RR is similar to JJ: trace 44, determinant 3+1=43 + 1 = 4, so eigenvalues 2,22, 2. And R2I=[1111]R - 2I = \begin{bmatrix} 1 & 1 \\ -1 & -1 \end{bmatrix} has rank 11 — again a single eigenvector, so RR is in the same family as JJ and QQ.

Problem 28.4 Counting is not enough

Consider the 4 by 4 matrices

A=[0100001000010000],B=[0100001000000000].A = \begin{bmatrix} 0 & 1 & 0 & 0 \\ 0 & 0 & 1 & 0 \\ 0 & 0 & 0 & 1 \\ 0 & 0 & 0 & 0 \end{bmatrix}, \qquad B = \begin{bmatrix} 0 & 1 & 0 & 0 \\ 0 & 0 & 1 & 0 \\ 0 & 0 & 0 & 0 \\ 0 & 0 & 0 & 0 \end{bmatrix}.

For each: find the eigenvalues, the rank, and the number of independent eigenvectors. Describe each matrix’s Jordan block structure. Are AA and BB similar?

Show solution

Both matrices are triangular with zeros on the diagonal, so both have eigenvalues 0,0,0,00, 0, 0, 0. Eigenvectors for λ=0\lambda = 0 fill the null space.

AA: three independent rows, so rank 33; the null space has dimension 43=14 - 3 = 1one eigenvector.
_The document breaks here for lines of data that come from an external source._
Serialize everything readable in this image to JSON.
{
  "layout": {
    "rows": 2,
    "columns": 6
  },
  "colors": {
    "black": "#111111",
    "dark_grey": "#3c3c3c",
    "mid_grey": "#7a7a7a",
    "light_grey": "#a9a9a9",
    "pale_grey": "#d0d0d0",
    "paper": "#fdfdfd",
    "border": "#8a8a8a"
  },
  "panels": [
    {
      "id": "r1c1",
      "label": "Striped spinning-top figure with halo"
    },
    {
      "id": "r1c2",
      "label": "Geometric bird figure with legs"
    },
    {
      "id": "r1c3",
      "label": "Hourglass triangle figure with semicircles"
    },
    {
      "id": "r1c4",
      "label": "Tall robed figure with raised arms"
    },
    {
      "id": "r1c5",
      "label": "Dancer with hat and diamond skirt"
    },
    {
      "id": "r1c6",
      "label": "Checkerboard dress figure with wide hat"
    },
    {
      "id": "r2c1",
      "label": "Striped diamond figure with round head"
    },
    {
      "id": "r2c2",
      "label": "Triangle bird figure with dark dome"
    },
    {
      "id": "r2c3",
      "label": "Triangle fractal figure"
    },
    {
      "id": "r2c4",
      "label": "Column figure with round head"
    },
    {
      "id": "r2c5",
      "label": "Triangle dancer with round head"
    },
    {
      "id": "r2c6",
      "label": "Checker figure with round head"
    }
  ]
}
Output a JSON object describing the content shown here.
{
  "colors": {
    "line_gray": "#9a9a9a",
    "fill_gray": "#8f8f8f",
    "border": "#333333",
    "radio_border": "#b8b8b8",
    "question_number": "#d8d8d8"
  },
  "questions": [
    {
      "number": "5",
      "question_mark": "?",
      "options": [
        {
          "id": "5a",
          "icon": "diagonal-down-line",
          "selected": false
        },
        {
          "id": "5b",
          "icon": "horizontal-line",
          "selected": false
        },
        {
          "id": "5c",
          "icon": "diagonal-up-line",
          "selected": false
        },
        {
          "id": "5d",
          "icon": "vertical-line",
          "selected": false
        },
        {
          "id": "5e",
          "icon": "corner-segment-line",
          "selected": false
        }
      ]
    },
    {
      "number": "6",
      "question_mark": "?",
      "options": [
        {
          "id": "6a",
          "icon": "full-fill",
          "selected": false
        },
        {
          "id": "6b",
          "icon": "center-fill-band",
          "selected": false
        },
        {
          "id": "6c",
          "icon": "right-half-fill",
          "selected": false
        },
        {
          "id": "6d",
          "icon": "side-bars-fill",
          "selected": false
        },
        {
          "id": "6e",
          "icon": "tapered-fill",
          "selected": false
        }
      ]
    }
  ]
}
One eigenvector means one Jordan block: AA is a single 4 by 4 Jordan block.

BB: two independent rows, so rank 22; the null space has dimension 42=24 - 2 = 2two eigenvectors, hence two Jordan blocks: a 3 by 3 block and a 1 by 1 block.

Not similar. They already differ in eigenvector count (11 versus 22), so no MM can connect them — similar matrices must have the same number of independent eigenvectors. (And even matching counts wouldn’t be enough: a 3+1 block structure is not similar to a 2+2 structure, though both have two eigenvectors.)